The goal of this project is just to display that you’ve gotten used to working with the data and that you are on track to create your prediction algorithm. Please submit a report on R Pubs (http://rpubs.com/) that explains your exploratory analysis and your goals for the eventual app and algorithm. This document should be concise and explain only the major features of the data you have identified and briefly summarize your plans for creating the prediction algorithm and Shiny app in a way that would be understandable to a non-data scientist manager. You should make use of tables and plots to illustrate important summaries of the data set. The motivation for this project is to: 1. Demonstrate that you’ve downloaded the data and have successfully loaded it in.2. Create a basic report of summary statistics about the data sets.3. Report any interesting findings that you amassed so far.4. Get feedback on your plans for creating a prediction algorithm and Shiny app.
Sys.setenv(JAVA_HOME="C:/Program Files/Java/jre1.8.0_121/")
library(RWeka)
library(dplyr)
##
## Attaching package: 'dplyr'
## The following objects are masked from 'package:stats':
##
## filter, lag
## The following objects are masked from 'package:base':
##
## intersect, setdiff, setequal, union
library(stringi)
library(tm)
## Loading required package: NLP
library(ggplot2)
##
## Attaching package: 'ggplot2'
## The following object is masked from 'package:NLP':
##
## annotate
library(stringr)
library(wordcloud)
## Loading required package: RColorBrewer
First of all, I have to download and import the data:
if(!file.exists("Coursera-SwiftKey.zip")){
download.file("https://d396qusza40orc.cloudfront.net/dsscapstone/dataset/Coursera-SwiftKey.zip", "Coursera-SwiftKey.zip")
unzip("Coursera-SwiftKey.zip")
}
blogs <- readLines("final/en_US/en_US.blogs.txt", warn = FALSE, encoding = "UTF-8")
news <- readLines("final/en_US/en_US.news.txt", warn = FALSE, encoding = "UTF-8")
twitter <- readLines("final/en_US/en_US.twitter.txt", warn = FALSE, encoding = "UTF-8")
set.seed(123456)
blogs_sample <- blogs[rbinom(length(blogs)*.001, length(blogs), .5)]
twitter_sample <- twitter[rbinom(length(twitter)*.001, length(twitter), .5)]
news_sample <- news[rbinom(length(news)*.001, length(news), .5)]
sample_data <- c(blogs_sample, twitter_sample, news_sample)
#to remove all non graphical characters
sample_data=str_replace_all(sample_data,"[^[:graph:]]", " ")
#to remove emojis
sample_data <- iconv(sample_data, 'UTF-8', 'ASCII')
The next step is to build a corpus to clean the data, as a preparation for the n-grams
corpus <- VCorpus(VectorSource(sample_data))
corpus <- tm_map(corpus, tolower)
corpus <- tm_map(corpus, removePunctuation)
corpus <- tm_map(corpus, removeNumbers)
corpus <- tm_map(corpus, stripWhitespace)
corpus <- tm_map(corpus, PlainTextDocument)
#Tokenizing for the uni-grams
dtm<-TermDocumentMatrix(corpus)
dtm<-as.matrix(dtm)
#Tokenizing for the bi-grams
bigram<- NGramTokenizer(corpus, Weka_control(min = 2, max = 2))
#Tokenizing for the tri-grams
trigram<- NGramTokenizer(corpus, Weka_control(min = 3, max = 3))
frequency <- rowSums(dtm)
freq <- sort(frequency, decreasing = TRUE)[1:100]
words <- names(freq)
wordcloud(words, freq)
barplot(head(freq,10),main="Top 10 Most Frequent Words", cex.main=2)
#10 Most Frequent Bi-grams
bigram_freq <- data.frame(table(bigram))
bigram_ord <- bigram_freq[order(bigram_freq$Freq,decreasing = TRUE),]
bigram_top<-head(bigram_ord,10)
barplot(bigram_top$Freq, names.arg = bigram_top$bigram, border=NA, las=2, main="10 Most Frequent Bi-grams", cex.main=2)
#10 Most Frequent Tri-grams
trigram_freq <- data.frame(table(trigram))
trigram_ord <- trigram_freq[order(trigram_freq$Freq,decreasing = TRUE),]
trigram_top<-head(trigram_ord,10)
barplot(trigram_top$Freq, names.arg = trigram_top$trigram, border=NA, las=2, main="10 Most Frequent Tri-grams", cex.main=2)
My model will use the frequency tables of the n-grams to be able to offering the next 3 most probable words to be typed, based on the former.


• [AIM OF THE EXERCISE]:
If an entry holds a picture, skip the picture but copy everything else exactly.
__________________________________________________
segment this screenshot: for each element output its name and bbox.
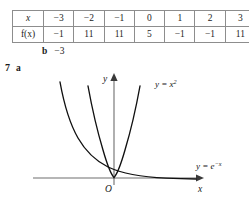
answer-b-value: −3 (54, 46, 64, 56)
y-axis-arrow-icon (110, 73, 117, 81)
table-cell-fx-5: −1 (195, 27, 225, 43)
answer-part-b: b−3 (42, 47, 64, 57)
table-cell-x-1: −2 (74, 11, 104, 27)
table-cell-x-6: 3 (225, 11, 249, 27)
table-cell-fx-1: 11 (74, 27, 104, 43)
x-axis-label: x (197, 184, 203, 194)
origin-label: O (105, 184, 112, 194)
curve-label-parabola: y = x2 (154, 78, 177, 89)
table-header-x: x (13, 11, 44, 27)
curve-exponential (60, 82, 196, 179)
table-cell-x-0: −3 (44, 11, 74, 27)
value-table: x −3 −2 −1 0 1 2 3 f(x) −1 11 11 5 −1 −1… (12, 10, 249, 43)
curve-label-parabola-text: y = x (154, 79, 174, 89)
curve-label-exponential-text: y = e (195, 161, 215, 171)
graph-svg: y x O y = x2 y = e−x (0, 68, 249, 208)
table-cell-fx-0: −1 (44, 27, 74, 43)
answers-page-fragment: x −3 −2 −1 0 1 2 3 f(x) −1 11 11 5 −1 −1… (0, 0, 249, 208)
curve-label-exponential-exponent: −x (215, 160, 222, 167)
table-cell-fx-6: 11 (225, 27, 249, 43)
x-axis-arrow-icon (196, 174, 204, 181)
answer-b-label: b (42, 46, 47, 56)
table-cell-x-3: 0 (134, 11, 164, 27)
table-header-fx: f(x) (13, 27, 44, 43)
table-cell-fx-3: 5 (134, 27, 164, 43)
curve-label-parabola-exponent: 2 (174, 78, 177, 85)
table-row-x: x −3 −2 −1 0 1 2 3 (13, 11, 250, 27)
y-axis-label: y (102, 74, 108, 84)
graph-figure: y x O y = x2 y = e−x (0, 68, 249, 208)
table-cell-x-5: 2 (195, 11, 225, 27)
table-cell-x-2: −1 (104, 11, 134, 27)
curve-label-exponential: y = e−x (195, 160, 222, 171)
table-cell-fx-2: 11 (104, 27, 134, 43)
table-row-fx: f(x) −1 11 11 5 −1 −1 11 (13, 27, 250, 43)
table-cell-x-4: 1 (165, 11, 195, 27)
table-cell-fx-4: −1 (165, 27, 195, 43)
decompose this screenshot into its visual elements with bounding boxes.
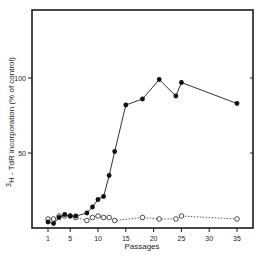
__________________________________________________
• [WRITTEN RESPONSE]:
segment this screenshot: for each element output its name and bbox.
answer-b-value: −3 (54, 46, 64, 56)
y-axis-arrow-icon (110, 73, 117, 81)
table-cell-fx-5: −1 (195, 27, 225, 43)
answer-part-b: b−3 (42, 47, 64, 57)
table-cell-x-1: −2 (74, 11, 104, 27)
table-cell-x-6: 3 (225, 11, 249, 27)
table-cell-fx-1: 11 (74, 27, 104, 43)
x-axis-label: x (197, 184, 203, 194)
origin-label: O (105, 184, 112, 194)
curve-label-parabola: y = x2 (154, 78, 177, 89)
table-header-x: x (13, 11, 44, 27)
curve-exponential (60, 82, 196, 179)
table-cell-x-0: −3 (44, 11, 74, 27)
value-table: x −3 −2 −1 0 1 2 3 f(x) −1 11 11 5 −1 −1… (12, 10, 249, 43)
curve-label-parabola-text: y = x (154, 79, 174, 89)
curve-label-exponential-text: y = e (195, 161, 215, 171)
graph-svg: y x O y = x2 y = e−x (0, 68, 249, 208)
table-cell-fx-0: −1 (44, 27, 74, 43)
answers-page-fragment: x −3 −2 −1 0 1 2 3 f(x) −1 11 11 5 −1 −1… (0, 0, 249, 208)
curve-label-exponential-exponent: −x (215, 160, 222, 167)
table-cell-fx-6: 11 (225, 27, 249, 43)
x-axis-arrow-icon (196, 174, 204, 181)
answer-b-label: b (42, 46, 47, 56)
table-cell-x-3: 0 (134, 11, 164, 27)
table-header-fx: f(x) (13, 27, 44, 43)
table-cell-fx-3: 5 (134, 27, 164, 43)
curve-label-parabola-exponent: 2 (174, 78, 177, 85)
table-row-x: x −3 −2 −1 0 1 2 3 (13, 11, 250, 27)
y-axis-label: y (102, 74, 108, 84)
graph-figure: y x O y = x2 y = e−x (0, 68, 249, 208)
table-cell-x-5: 2 (195, 11, 225, 27)
table-cell-x-2: −1 (104, 11, 134, 27)
curve-label-exponential: y = e−x (195, 160, 222, 171)
table-cell-fx-2: 11 (104, 27, 134, 43)
table-row-fx: f(x) −1 11 11 5 −1 −1 11 (13, 27, 250, 43)
table-cell-x-4: 1 (165, 11, 195, 27)
table-cell-fx-4: −1 (165, 27, 195, 43)
decompose this screenshot into its visual elements with bounding boxes.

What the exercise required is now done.